Even as Prime Minister Narendra Modi calls for increased private participation in India so that students don’t feel the need to head overseas for medical studies, the industry believes the onus lies with the government.
“Our children today are going to small countries to study, especially in medical education. Language is a problem there. They are still going... Can our private sector not enter this field in a big way? Can our state governments not frame good policies for land allotment regarding this?” Modi said at a webinar recently.
Several industry observers and stakeholders, however, say state governments providing for cheaper land alone might not bridge the existing price gap between government and private or self-financed medical colleges.
While medical seats in government colleges and government quotas cost Rs 15,000 per annum for a 4.5-year MBBS programme, in private colleges the cost is between Rs 5-6 lakh and Rs 15-17 lakh per annum.
“Setting up a private college, even in a rural area, requires crores of rupees, and land is the least of the issues here,” said the dean of a self-financed college in Gujarat who did not wish to be named. “The government norms under National Medical Commission (NMC) regulate that for every medical seat the college has, it also needs to run a hospital with 4-5 times the number of beds. In addition, there are laboratories, libraries, other infrastructure and faculty salaries.
For instance, our own library costs us Rs 80-90 lakh a year,” the dean added.
China and smaller countries like Ukraine, the Philippines and Kyrgyzstan offer far more affordable options, while not requiring Indian merit standards.
While private medical education in India costs between Rs 80 lakh and Rs 1 crore, in countries like China and the Philippines, it cost Rs 25 lakh, said Ahmedabad-based overseas education consultant Sameer Yadav. In Belarus, it is Rs 30 lakh and in Russia, Rs 40-45 lakh. “Besides, medical programmes in these countries are recognised in the US and the UK with graduates needing to only clear a licensing test in the western countries,” Yadav added.
Gaurav Tyagi, founder of Career Xpert, an overseas medical education consultant, is of the view that the government needs to expand the number of state-run colleges and medical seats with affordable fees.
Quoting multiple sources, including the Ministry of Health and Family Welfare (MoHFW), a working paper published in the National Medical Journal of India and co-authored by Aruna Vanikar, president of undergraduate medical education board of NMC, said that in 2020, while 80,312 MBBS seats were available in India (roughly 51 per cent of these were government quota), the number of students who took the National Eligibility cum Entrance Test (NEET) was a whopping 1.4 million.
According to latest estimates, while the number of NEET applications has risen from 1.33 million in 2018 to roughly 1.6 million in 2021, the number of MBBS seats available is just over 88,000.
“Students who travel abroad for medical education largely go to countries like China, Russia, Ukraine, the Philippines, Kyrgyzstan, Uzbekistan, Turkmenistan, Tajikistan and Georgia,” said Tyagi. “This is despite several of them, including China, Russia and Ukraine, requiring them to learn their local language, which Indian students do in the first 5-6 months because of lack of enough seats in India and poor performance in NEET.” To stem this outflow, he said, there is a need to not only increase the number of government seats but also regulate the fee private colleges charge, besides revisiting the merit cut-offs.
NEET cut-off passing marks and percentile in 2021 were 720-138 and 50th, respectively, for general category, and 137-18 and 40th for SC/ST/OBC.
Adding to the students’ woes is the gap in the standard of curriculum taught in these countries against the requirement by India through bodies like NMC.
For instance, according to the working paper, a dismal 18-20 per cent of medical graduates who studied abroad could clear the foreign medical graduate examination (FMGE) in India.
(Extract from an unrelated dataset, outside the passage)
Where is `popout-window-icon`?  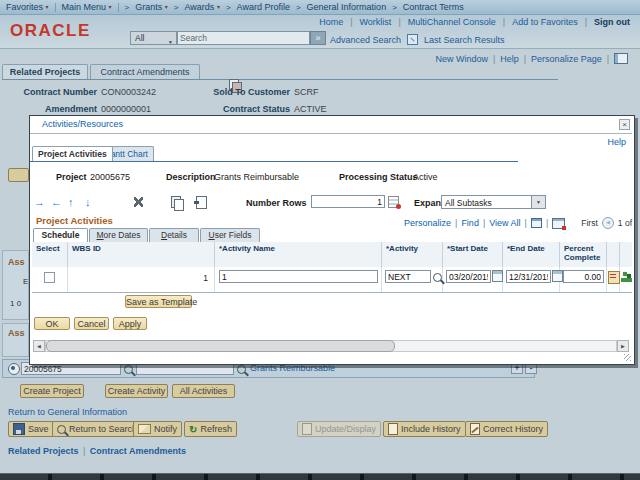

FMGE is a licentiate examination conducted by the National Board of Examinations (NBE) in India as one of the mandatory requirements for Indian citizens who obtain a medical degree from a college overseas to practice medicine here.
The NMC is trying to address this issue by “removing the age bar for entry to MBBS” and “recommending lowering of fees for MBBS in government quota”, the paper said.
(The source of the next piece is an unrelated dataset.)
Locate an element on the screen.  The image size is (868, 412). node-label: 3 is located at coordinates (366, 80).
The dean quoted earlier said the government also needs to ease the norms for setting up private medical colleges, given the cumbersome process and huge investments required.
“An application for a private hospital to set up a medical college goes through multiple stages and takes 2-3 years along with huge investments,” the dean said, adding, “This acts as a deterrent for even big corporate hospital chains to set up their colleges when they can enjoy better ROI (return on investment) through their hospitals alone. The government could provide support in the form of subsidies for setting up colleges and also ease the process.”
The paper suggests some measures including building a robust system to improve upon the quality of medical education imparted across the country and minimising the gap between the level of education in different institutions.
“The undergraduate medical education board (UGMEB-NMC) is planning to address these issues. It is also planning to remove the upper age bar for aspirants seeking admission to medical graduate courses,” the paper said. “Thus, students can try to make as many attempts as they desire, if they are keen to pursue medical graduation. This option can be taken by aspirants instead of going to these countries,” it added.